Tuesday, January 02, 2007

Department of Food Safety?


It's regulatory chaos in the current Bush bureaucracy, according to an AP article that takes a lot of paragraphs to tell us nothing about how our food may be made safer. Food producers and government agencies want to avoid another E Coli spinach episode like the one in the fall of 2006.

"Since September, two produce industry groups that together represent thousands of U.S. growers, processors, distributors, restaurants and supermarkets have worked to hasten revised guidelines for preventing contamination of leafy greens.

The goal is to tell farmers, before spring planting, and then consumers about the new safety guidelines."

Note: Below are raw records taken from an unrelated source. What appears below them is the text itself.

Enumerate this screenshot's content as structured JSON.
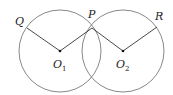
{
  "diagram": {
    "circles": [
      {
        "name": "circle-1",
        "cx": 60,
        "cy": 51,
        "r": 41
      },
      {
        "name": "circle-2",
        "cx": 123,
        "cy": 51,
        "r": 41
      }
    ],
    "points": {
      "Q": {
        "label": "Q",
        "x": 27,
        "y": 28
      },
      "P": {
        "label": "P",
        "x": 92,
        "y": 28
      },
      "R": {
        "label": "R",
        "x": 157,
        "y": 27
      },
      "O1": {
        "label": "O",
        "sub": "1",
        "x": 60,
        "y": 51
      },
      "O2": {
        "label": "O",
        "sub": "2",
        "x": 123,
        "y": 51
      }
    },
    "segments": [
      "Q-O1",
      "O1-P",
      "P-O2",
      "O2-R"
    ],
    "colors": {
      "circle": "#7a7a7a",
      "segment": "#333333",
      "point": "#111111"
    }
  }
}
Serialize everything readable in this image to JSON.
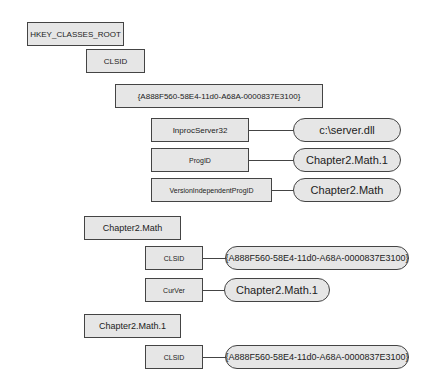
{
  "diagram": {
    "nodes": {
      "root": "HKEY_CLASSES_ROOT",
      "clsid_root": "CLSID",
      "guid_key": "{A888F560-58E4-11d0-A68A-0000837E3100}",
      "inproc_key": "InprocServer32",
      "inproc_val": "c:\\server.dll",
      "progid_key": "ProgID",
      "progid_val": "Chapter2.Math.1",
      "vip_key": "VersionIndependentProgID",
      "vip_val": "Chapter2.Math",
      "math_key": "Chapter2.Math",
      "math_clsid_key": "CLSID",
      "math_clsid_val": "{A888F560-58E4-11d0-A68A-0000837E3100}",
      "curver_key": "CurVer",
      "curver_val": "Chapter2.Math.1",
      "math1_key": "Chapter2.Math.1",
      "math1_clsid_key": "CLSID",
      "math1_clsid_val": "{A888F560-58E4-11d0-A68A-0000837E3100}"
    }
  }
}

Not a hint as to what those new guidelines might include. The problem is that somehow the E Coli virus originates in animals and so farmers must be very careful about what types of fertilizers they use and where they come from. However, in the case of the contaminated spinach, the last story I read put the blame on wild hogs that carry the E Coli virus into streams and ground water that eventually feed into vast acres of "organically" grown vegetables.

Here's more:

"The FDA started work on new safety recommendations in 2004 and has come up with voluntary guidelines for the vegetables that cause more than 80 percent of outbreaks from produce. They are lettuce and leafy greens, tomatoes, green onions, herbs and cantaloupes.

As outbreaks have continued, the agency has looked for more ways to prevent them and respond more quickly. But that effort has been slowed while agency staff was diverted to handle the latest outbreaks.

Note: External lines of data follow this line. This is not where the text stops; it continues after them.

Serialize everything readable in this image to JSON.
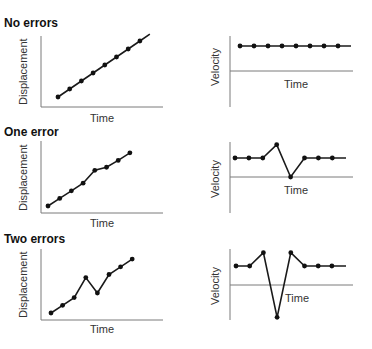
{
  "panels": [
    {
      "title": "No errors",
      "displacement": {
        "type": "line",
        "xlabel": "Time",
        "ylabel": "Displacement",
        "values": [
          1,
          2,
          3,
          4,
          5,
          6,
          7,
          8
        ],
        "line_extends_after_last": true
      },
      "velocity": {
        "type": "line",
        "xlabel": "Time",
        "ylabel": "Velocity",
        "values": [
          1,
          1,
          1,
          1,
          1,
          1,
          1,
          1
        ],
        "line_extends_after_last": true
      }
    },
    {
      "title": "One error",
      "displacement": {
        "type": "line",
        "xlabel": "Time",
        "ylabel": "Displacement",
        "values": [
          1,
          2,
          3,
          4,
          5.7,
          6.1,
          7,
          8
        ],
        "line_extends_after_last": false
      },
      "velocity": {
        "type": "line",
        "xlabel": "Time",
        "ylabel": "Velocity",
        "values": [
          1,
          1,
          1,
          1.7,
          0,
          1,
          1,
          1
        ],
        "line_extends_after_last": true
      }
    },
    {
      "title": "Two errors",
      "displacement": {
        "type": "line",
        "xlabel": "Time",
        "ylabel": "Displacement",
        "values": [
          1,
          2,
          3,
          5.6,
          3.6,
          6,
          7,
          8
        ],
        "line_extends_after_last": false
      },
      "velocity": {
        "type": "line",
        "xlabel": "Time",
        "ylabel": "Velocity",
        "values": [
          1,
          1,
          1.7,
          -1.7,
          1.7,
          1,
          1,
          1
        ],
        "line_extends_after_last": true
      }
    }
  ],
  "chart_data": [
    {
      "type": "line",
      "title": "No errors",
      "xlabel": "Time",
      "ylabel": "Displacement",
      "x": [
        1,
        2,
        3,
        4,
        5,
        6,
        7,
        8
      ],
      "values": [
        1,
        2,
        3,
        4,
        5,
        6,
        7,
        8
      ]
    },
    {
      "type": "line",
      "title": "No errors",
      "xlabel": "Time",
      "ylabel": "Velocity",
      "x": [
        1,
        2,
        3,
        4,
        5,
        6,
        7,
        8
      ],
      "values": [
        1,
        1,
        1,
        1,
        1,
        1,
        1,
        1
      ]
    },
    {
      "type": "line",
      "title": "One error",
      "xlabel": "Time",
      "ylabel": "Displacement",
      "x": [
        1,
        2,
        3,
        4,
        5,
        6,
        7,
        8
      ],
      "values": [
        1,
        2,
        3,
        4,
        5.7,
        6.1,
        7,
        8
      ]
    },
    {
      "type": "line",
      "title": "One error",
      "xlabel": "Time",
      "ylabel": "Velocity",
      "x": [
        1,
        2,
        3,
        4,
        5,
        6,
        7,
        8
      ],
      "values": [
        1,
        1,
        1,
        1.7,
        0,
        1,
        1,
        1
      ]
    },
    {
      "type": "line",
      "title": "Two errors",
      "xlabel": "Time",
      "ylabel": "Displacement",
      "x": [
        1,
        2,
        3,
        4,
        5,
        6,
        7,
        8
      ],
      "values": [
        1,
        2,
        3,
        5.6,
        3.6,
        6,
        7,
        8
      ]
    },
    {
      "type": "line",
      "title": "Two errors",
      "xlabel": "Time",
      "ylabel": "Velocity",
      "x": [
        1,
        2,
        3,
        4,
        5,
        6,
        7,
        8
      ],
      "values": [
        1,
        1,
        1.7,
        -1.7,
        1.7,
        1,
        1,
        1
      ]
    }
  ]
}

"Obviously, up to this point things have not worked as well as they should have," Acheson said.

Consumer groups say things have not worked well because of inadequate money and staffing at FDA.

Andrew Kimbrell, executive director of the nonprofit Center for Food Safety, said putting one agency in charge of food safety would be a big improvement.

"It's regulatory chaos" now, Kimbrell said.

The Bush administration opposes the idea, saying it is unnecessary."




No matter what the problem that government is supposed to be handling, we find chaos and incompetence instead of an organized professional response. Public service used to be term that meant what it said. Now it appears to be nothing more than a chance to rip us off and toss us onto the heaps of spreading germs and viral infectious agents.

The beautiful picture of spinach was acquired from here -- Willie Green's Organic Farm in the state of Washington sounds like a great source for safe spinach.